For the next decades, she continued her educational work as a teacher in the Esayan and Getronagan schools, as well as the Hamazkyats School and local British and French schools. Among her students were famed art historian Sirarpie Der Nersessian, journalist and feminist writer Haiganush Mark, actor Vahram Papazian, and many other important names of Armenian culture.

Together with her husband, an expert of the Armenian language, she wrote grammar and language readers that went through many reprints and remained in use in Armenian schools for many decades. In her twilight years, she collected her short stories in a volume, Souls of Women, published in 1926. Her seventieth birthday was marked with great pomp in Istanbul, Cairo, Alexandria, Paris and Plovdiv (Bulgaria) in 1933.

Zabel Asadour passed away on July 19, 1934, in Istanbul, and was buried at the Armenian cemetery of Shishli. 

Thursday, February 14, 2013

Birth of Hayganoush Mark - February 14, 1885

Armenian female writers were not very common at the beginning of the twentieth century. Following the line opened by Eliz Gesaratsian, Serpouhie Dussape, Zabel Asadour, and Zabel Essayan, along came Hayganoush Mark, who became the mainstay of Armenian feminism in Constantinople during the first half of the twentieth century.

There are several options for her year of birth, as she gave different dates. However, her tombstone says 1885. She studied at the Essayan Lyceum, where one of her main teachers was poet Zabel Asadour (1863-1934). She entered the literary arena at the turn of the twentieth century. Besides her poetry and prose, she was particularly active as a journalist and an advocate for female rights and social issues.

Her activism prompted her to publish the journal Dzaghig (1905-1907) at the age of 24. Despite its short duration, Dzaghig focused the attention of female writers and opened a window on their issues.

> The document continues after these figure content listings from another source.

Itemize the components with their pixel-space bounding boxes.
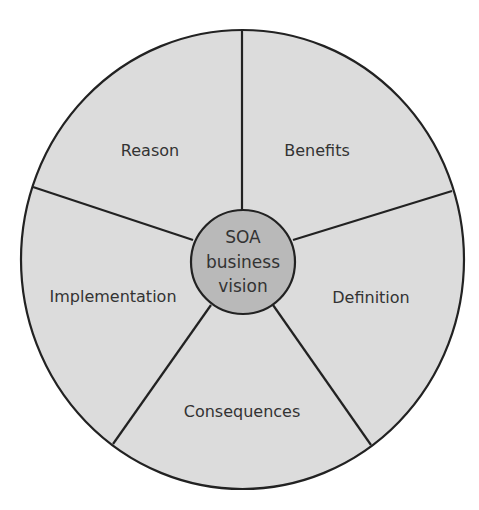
segment-label-reason: Reason (121, 141, 179, 160)
segment-label-definition: Definition (332, 288, 409, 307)
segment-label-benefits: Benefits (284, 141, 350, 160)
center-label-line-2: business (206, 252, 280, 272)
segment-label-consequences: Consequences (184, 402, 301, 421)
segment-label-implementation: Implementation (49, 287, 176, 306)
center-label-line-3: vision (218, 276, 268, 296)
center-label-line-1: SOA (225, 227, 261, 247)
soa-vision-diagram: Reason Benefits Definition Consequences … (0, 0, 479, 510)
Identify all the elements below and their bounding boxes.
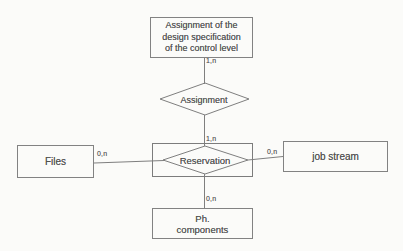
cardinality-label-files-reservation: 0,n xyxy=(97,150,107,157)
entity-label-ph-components-line1: Ph. xyxy=(195,213,209,224)
entity-label-job-stream: job stream xyxy=(312,151,359,162)
er-diagram-canvas: Assignment of the design specification o… xyxy=(0,0,403,251)
connector-reservation-to-job-stream xyxy=(248,157,283,161)
entity-box-files: Files xyxy=(17,145,94,178)
entity-box-control-level: Assignment of the design specification o… xyxy=(150,17,253,58)
entity-box-ph-components: Ph. components xyxy=(152,208,253,239)
cardinality-label-control-assignment: 1,n xyxy=(206,57,216,64)
cardinality-label-reservation-ph-components: 0,n xyxy=(206,195,216,202)
cardinality-label-reservation-job-stream: 0,n xyxy=(267,148,277,155)
entity-label-ph-components-line2: components xyxy=(177,224,229,235)
entity-label-control-level-line1: Assignment of the xyxy=(165,20,237,32)
relationship-label-assignment: Assignment xyxy=(180,95,227,105)
entity-label-control-level-line2: design specification xyxy=(162,32,241,44)
entity-label-control-level-line3: of the control level xyxy=(165,43,238,55)
entity-box-job-stream: job stream xyxy=(283,141,388,172)
relationship-label-reservation: Reservation xyxy=(180,155,231,166)
cardinality-label-assignment-reservation: 1,n xyxy=(206,135,216,142)
entity-label-files: Files xyxy=(45,156,66,167)
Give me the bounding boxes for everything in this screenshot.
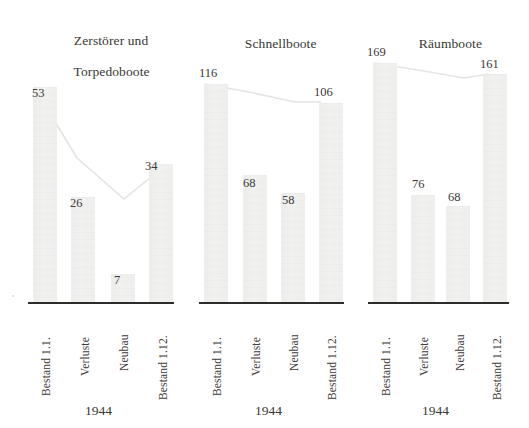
panel-title: Räumboote bbox=[398, 20, 482, 67]
x-axis-baseline bbox=[28, 302, 174, 304]
chart-figure: Zerstörer und Torpedoboote 53 26 7 34 Be… bbox=[0, 0, 529, 428]
bar-neubau bbox=[281, 193, 305, 303]
bar-bestand-1-1 bbox=[373, 63, 397, 303]
x-axis-baseline bbox=[368, 302, 509, 304]
bar-bestand-1-12 bbox=[319, 103, 343, 303]
category-label-verluste: Verluste bbox=[250, 337, 262, 376]
year-label: 1944 bbox=[255, 404, 282, 418]
panel-title: Zerstörer und Torpedoboote bbox=[53, 17, 150, 95]
category-label-neubau: Neubau bbox=[118, 334, 130, 371]
category-label-neubau: Neubau bbox=[454, 334, 466, 371]
bar-value-label: 68 bbox=[243, 177, 256, 190]
bar-bestand-1-1 bbox=[204, 84, 228, 303]
category-label-bestand-1-12: Bestand 1.12. bbox=[491, 335, 503, 400]
bar-value-label: 76 bbox=[412, 178, 425, 191]
category-label-neubau: Neubau bbox=[288, 334, 300, 371]
panel-zerstorer-und-torpedoboote: Zerstörer und Torpedoboote 53 26 7 34 Be… bbox=[0, 0, 190, 428]
plot-area bbox=[28, 86, 174, 303]
panel-raumboote: Räumboote 169 76 68 161 Bestand 1.1. Ver… bbox=[360, 0, 529, 428]
bar-value-label: 161 bbox=[480, 58, 499, 71]
panel-title-line1: Schnellboote bbox=[245, 36, 317, 51]
panel-schnellboote: Schnellboote 116 68 58 106 Bestand 1.1. … bbox=[190, 0, 360, 428]
plot-area bbox=[368, 62, 509, 303]
plot-area bbox=[199, 83, 344, 303]
category-label-bestand-1-12: Bestand 1.12. bbox=[326, 335, 338, 400]
x-axis-baseline bbox=[199, 302, 344, 304]
bar-bestand-1-12 bbox=[149, 164, 173, 303]
category-label-bestand-1-1: Bestand 1.1. bbox=[40, 337, 52, 396]
bar-value-label: 26 bbox=[70, 197, 83, 210]
bar-verluste bbox=[71, 197, 95, 303]
bar-value-label: 58 bbox=[282, 194, 295, 207]
year-label: 1944 bbox=[422, 404, 449, 418]
bar-neubau bbox=[446, 206, 470, 303]
panel-title: Schnellboote bbox=[224, 20, 317, 67]
category-label-bestand-1-12: Bestand 1.12. bbox=[157, 335, 169, 400]
panel-title-line1: Räumboote bbox=[419, 36, 482, 51]
bar-value-label: 7 bbox=[114, 274, 120, 287]
bar-value-label: 106 bbox=[314, 86, 333, 99]
bar-value-label: 116 bbox=[199, 67, 217, 80]
bar-verluste bbox=[411, 195, 435, 303]
bar-verluste bbox=[243, 175, 267, 303]
panel-title-line2: Torpedoboote bbox=[74, 64, 150, 79]
bar-value-label: 68 bbox=[448, 191, 461, 204]
bar-bestand-1-12 bbox=[483, 74, 507, 303]
bar-value-label: 169 bbox=[367, 46, 386, 59]
category-label-verluste: Verluste bbox=[418, 337, 430, 376]
year-label: 1944 bbox=[85, 404, 112, 418]
bar-value-label: 53 bbox=[32, 87, 45, 100]
category-label-bestand-1-1: Bestand 1.1. bbox=[380, 337, 392, 396]
panel-title-line1: Zerstörer und bbox=[74, 33, 148, 48]
bar-value-label: 34 bbox=[145, 160, 158, 173]
category-label-verluste: Verluste bbox=[79, 337, 91, 376]
bar-bestand-1-1 bbox=[33, 87, 57, 303]
category-label-bestand-1-1: Bestand 1.1. bbox=[211, 337, 223, 396]
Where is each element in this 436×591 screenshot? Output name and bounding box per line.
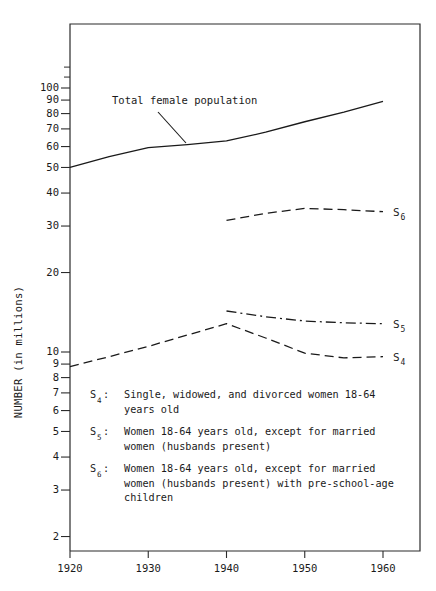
series-labels: S6S5S4 (393, 206, 406, 367)
x-tick-label: 1950 (292, 562, 317, 574)
y-tick-label: 4 (53, 450, 59, 462)
y-tick-label: 40 (46, 186, 59, 198)
legend-key-subscript: 6 (97, 470, 102, 479)
legend-line: women (husbands present) with pre-school… (124, 478, 394, 489)
y-tick-label: 70 (46, 122, 59, 134)
y-tick-label: 8 (53, 371, 59, 383)
legend-entry-s6: S6:Women 18-64 years old, except for mar… (90, 463, 394, 503)
y-tick-label: 30 (46, 219, 59, 231)
y-tick-label: 60 (46, 140, 59, 152)
y-tick-label: 2 (53, 530, 59, 542)
y-axis: 23456789102030405060708090100 (40, 67, 70, 542)
legend-line: Women 18-64 years old, except for marrie… (124, 426, 375, 437)
series-line-total-female-population (70, 101, 383, 167)
y-tick-label: 10 (46, 345, 59, 357)
y-tick-label: 50 (46, 161, 59, 173)
series-end-label-s6: S6 (393, 206, 406, 223)
legend-line: years old (124, 404, 179, 415)
line-chart: 23456789102030405060708090100 1920193019… (0, 0, 436, 591)
x-tick-label: 1960 (370, 562, 395, 574)
series-label-subscript: 6 (401, 213, 406, 222)
legend-key-colon: : (103, 426, 109, 437)
total-female-population-callout-text: Total female population (112, 94, 257, 106)
chart-container: 23456789102030405060708090100 1920193019… (0, 0, 436, 591)
y-tick-label: 80 (46, 107, 59, 119)
y-tick-label: 5 (53, 425, 59, 437)
legend-key-letter: S (90, 389, 96, 400)
legend-line: Single, widowed, and divorced women 18-6… (124, 389, 375, 400)
series-label-subscript: 4 (401, 358, 406, 367)
y-tick-label: 6 (53, 404, 59, 416)
series-line-s4 (70, 324, 383, 367)
series-line-s6 (227, 208, 384, 220)
y-axis-title: NUMBER (in millions) (12, 286, 24, 418)
legend: S4:Single, widowed, and divorced women 1… (90, 389, 394, 503)
x-tick-label: 1930 (136, 562, 161, 574)
y-tick-label: 9 (53, 357, 59, 369)
legend-key-subscript: 5 (97, 433, 102, 442)
total-female-population-callout-leader (158, 112, 186, 143)
series-layer (70, 101, 383, 366)
legend-line: Women 18-64 years old, except for marrie… (124, 463, 375, 474)
series-label-letter: S (393, 351, 400, 364)
x-tick-label: 1920 (57, 562, 82, 574)
y-tick-label: 7 (53, 386, 59, 398)
series-label-letter: S (393, 318, 400, 331)
legend-key-colon: : (103, 389, 109, 400)
legend-line: children (124, 492, 173, 503)
legend-key-letter: S (90, 426, 96, 437)
x-tick-label: 1940 (214, 562, 239, 574)
series-line-s5 (227, 311, 384, 324)
series-end-label-s5: S5 (393, 318, 406, 335)
legend-entry-s4: S4:Single, widowed, and divorced women 1… (90, 389, 375, 415)
series-end-label-s4: S4 (393, 351, 406, 368)
legend-entry-s5: S5:Women 18-64 years old, except for mar… (90, 426, 375, 452)
y-tick-label: 3 (53, 483, 59, 495)
series-label-letter: S (393, 206, 400, 219)
legend-key-colon: : (103, 463, 109, 474)
legend-line: women (husbands present) (124, 441, 271, 452)
annotations: Total female population (112, 94, 257, 143)
y-tick-label: 20 (46, 266, 59, 278)
legend-key-subscript: 4 (97, 396, 102, 405)
y-tick-label: 100 (40, 81, 59, 93)
x-axis: 19201930194019501960 (57, 551, 395, 574)
y-tick-label: 90 (46, 93, 59, 105)
legend-key-letter: S (90, 463, 96, 474)
series-label-subscript: 5 (401, 325, 406, 334)
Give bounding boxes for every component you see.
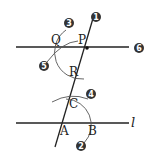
svg-text:4: 4 [88,90,94,99]
svg-text:2: 2 [78,142,84,151]
label-c: C [69,97,78,111]
svg-text:3: 3 [66,19,72,28]
step-badge-3: 3 [64,18,74,28]
svg-text:5: 5 [41,62,47,71]
step-badge-6: 6 [134,43,144,53]
label-q: Q [51,33,61,47]
label-line-l: l [131,115,135,130]
label-p: P [78,33,86,47]
svg-text:1: 1 [93,13,99,22]
step-badge-1: 1 [91,12,101,22]
label-a: A [59,124,69,138]
parallel-construction-diagram: P Q R A B C l 1 2 3 4 5 6 [0,0,151,164]
label-b: B [88,124,97,138]
step-badge-4: 4 [86,89,96,99]
svg-text:6: 6 [136,44,142,53]
step-badge-2: 2 [76,141,86,151]
label-r: R [69,65,79,79]
step-badge-5: 5 [39,61,49,71]
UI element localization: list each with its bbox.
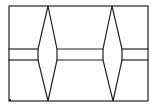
frame-rectangle <box>9 6 148 101</box>
lens-shapes <box>38 6 122 101</box>
corner-dot <box>9 99 11 101</box>
marks <box>9 99 11 101</box>
diagram-canvas <box>0 0 157 108</box>
horizontal-bar <box>9 49 148 60</box>
lens-right-shape <box>103 6 122 101</box>
lens-left-shape <box>38 6 57 101</box>
diagram-svg <box>0 0 157 108</box>
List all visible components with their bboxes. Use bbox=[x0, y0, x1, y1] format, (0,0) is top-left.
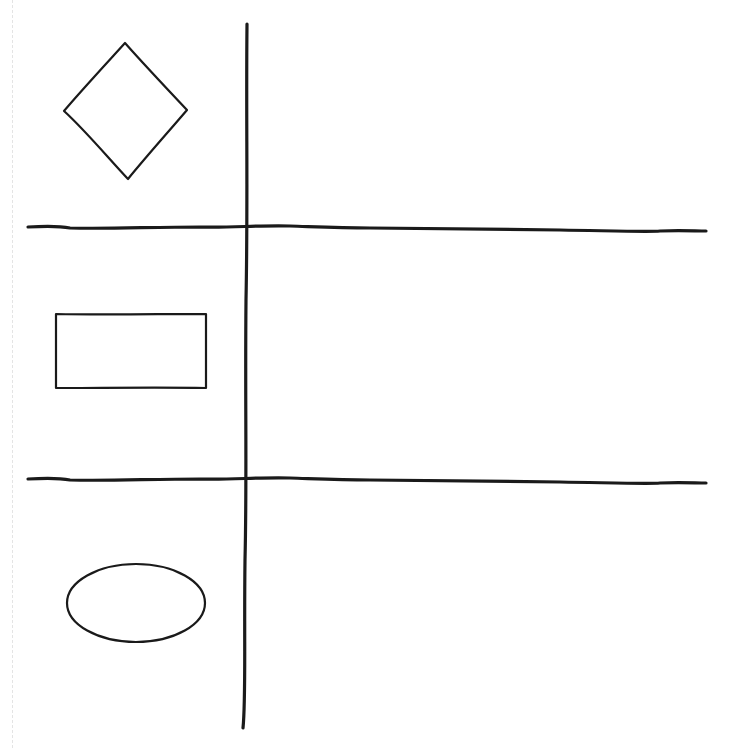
vertical-divider-line bbox=[243, 24, 247, 728]
rectangle-shape bbox=[56, 314, 206, 388]
diamond-shape bbox=[64, 43, 187, 179]
horizontal-divider-line-1 bbox=[28, 226, 706, 232]
ellipse-shape bbox=[67, 564, 205, 642]
sketch-canvas bbox=[0, 0, 742, 748]
horizontal-divider-line-2 bbox=[28, 478, 706, 484]
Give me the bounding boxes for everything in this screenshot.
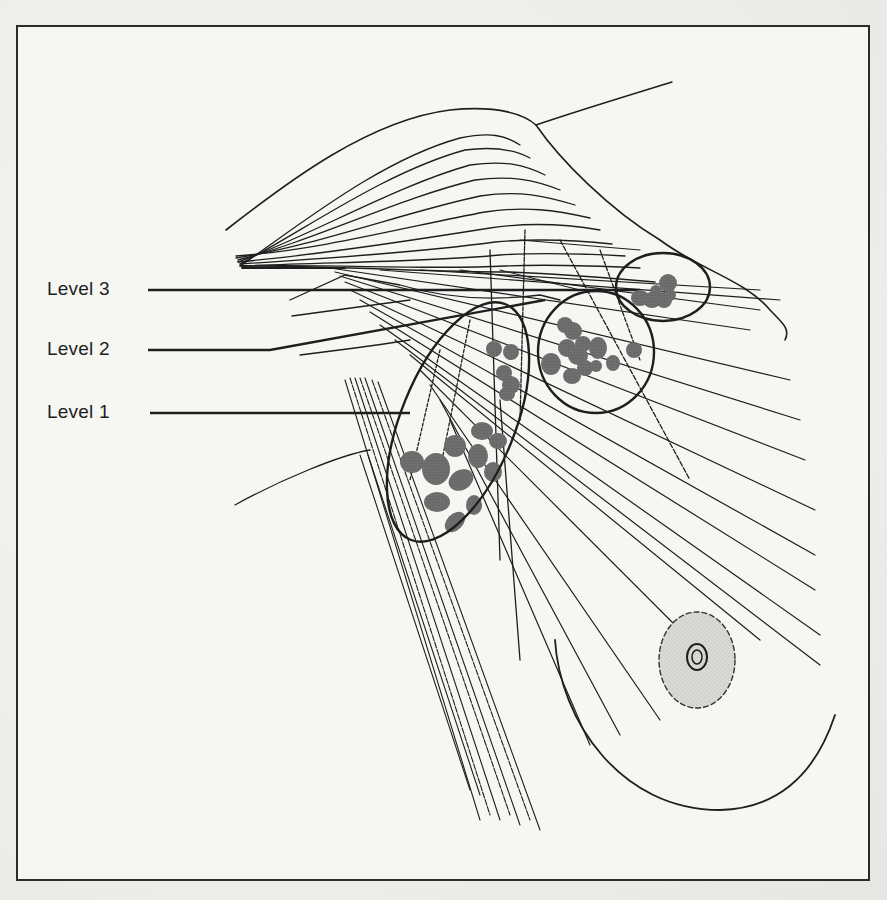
chest-fibers [330,240,820,745]
areola [659,612,735,708]
pectoral-muscle-fibers [236,135,655,282]
label-level-1: Level 1 [47,401,110,423]
lymph-nodes-level-2 [541,317,642,384]
label-level-3: Level 3 [47,278,110,300]
axilla-anatomy-drawing [0,0,887,900]
label-level-2: Level 2 [47,338,110,360]
lymph-nodes-level-3 [631,274,677,308]
shoulder-outline [226,82,787,340]
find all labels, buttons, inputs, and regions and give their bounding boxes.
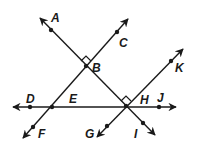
label-a: A — [50, 11, 60, 25]
right-angle-mark-h — [121, 96, 131, 101]
point-b — [84, 64, 88, 68]
right-angle-mark-b — [81, 56, 91, 61]
point-f — [31, 125, 35, 129]
label-g: G — [85, 127, 94, 141]
point-g — [105, 124, 109, 128]
point-k — [169, 59, 173, 63]
point-e — [50, 105, 54, 109]
label-c: C — [119, 36, 128, 50]
label-f: F — [38, 127, 46, 141]
label-h: H — [140, 93, 149, 107]
label-b: B — [92, 61, 101, 75]
point-j — [157, 105, 161, 109]
point-a — [49, 28, 53, 32]
label-e: E — [69, 92, 78, 106]
line-cf — [23, 19, 128, 138]
geometry-diagram: A B C D E F G H I J K — [0, 0, 199, 148]
point-i — [141, 121, 145, 125]
point-c — [115, 30, 119, 34]
label-k: K — [175, 61, 185, 75]
point-h — [124, 104, 128, 108]
line-ai — [40, 18, 155, 135]
label-j: J — [157, 91, 164, 105]
label-d: D — [26, 92, 35, 106]
label-i: I — [134, 127, 138, 141]
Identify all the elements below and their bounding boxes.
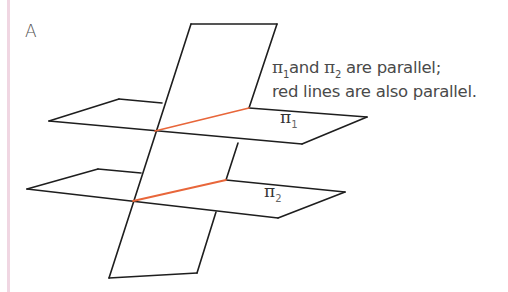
plane-label-pi-1: π1 <box>280 107 298 127</box>
caption-text: and <box>289 58 324 77</box>
intersection-line-1 <box>155 108 249 131</box>
subscript: 1 <box>291 119 297 130</box>
caption-line-2: red lines are also parallel. <box>272 81 477 103</box>
pi-symbol: π <box>324 57 335 77</box>
pi-symbol: π <box>264 181 275 201</box>
pi-symbol: π <box>272 57 283 77</box>
caption-line-1: π1and π2 are parallel; <box>272 56 477 81</box>
caption-text: are parallel; <box>341 58 441 77</box>
plane-pi-1 <box>49 99 367 144</box>
pi-symbol: π <box>280 107 291 127</box>
transversal-plane <box>109 24 277 278</box>
subscript: 2 <box>335 69 341 80</box>
intersection-line-2 <box>133 180 226 201</box>
caption: π1and π2 are parallel; red lines are als… <box>272 56 477 103</box>
subscript: 1 <box>283 69 289 80</box>
subscript: 2 <box>275 193 281 204</box>
parallel-planes-diagram <box>0 0 508 292</box>
plane-pi-2 <box>27 169 345 218</box>
plane-label-pi-2: π2 <box>264 181 282 201</box>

She married journalist Vahan Toshigian in 1907 and moved to Smyrna, where she published the women’s page of his newspaper Arshaluys. 

Her most important achievement was the publication of the journal Hay Guin (1919-1933) in Constantinople. Published in the aftermath of the Armenian Genocide, the journal raised issues of feminism, the situation of women survivors, and other social questions until the rise of Kemalism. Hayganoush Mark’s incisive style gained her wide popularity. Afterwards, mounting political pressure on the Armenian community forced her to tone down her articles, until the closing of the journal by the Turkish government in 1933. The reasons remained unclear.

She published a volume of literary works, From My Moments of Idleness, in 1921. The fiftieth anniversary of her literary and journalistic work was celebrated in 1954 in Istanbul. A book called Hayganoush Mark: Her Life and Deeds was published in 1954. Her health worsened in her last years and she moved to the Armenian Hospital of Istanbul, where she passed away on March 7, 1966. Her library and belongings were bequeathed to the Seminary of Surp Khach (closed years later by the government and turned into a high school).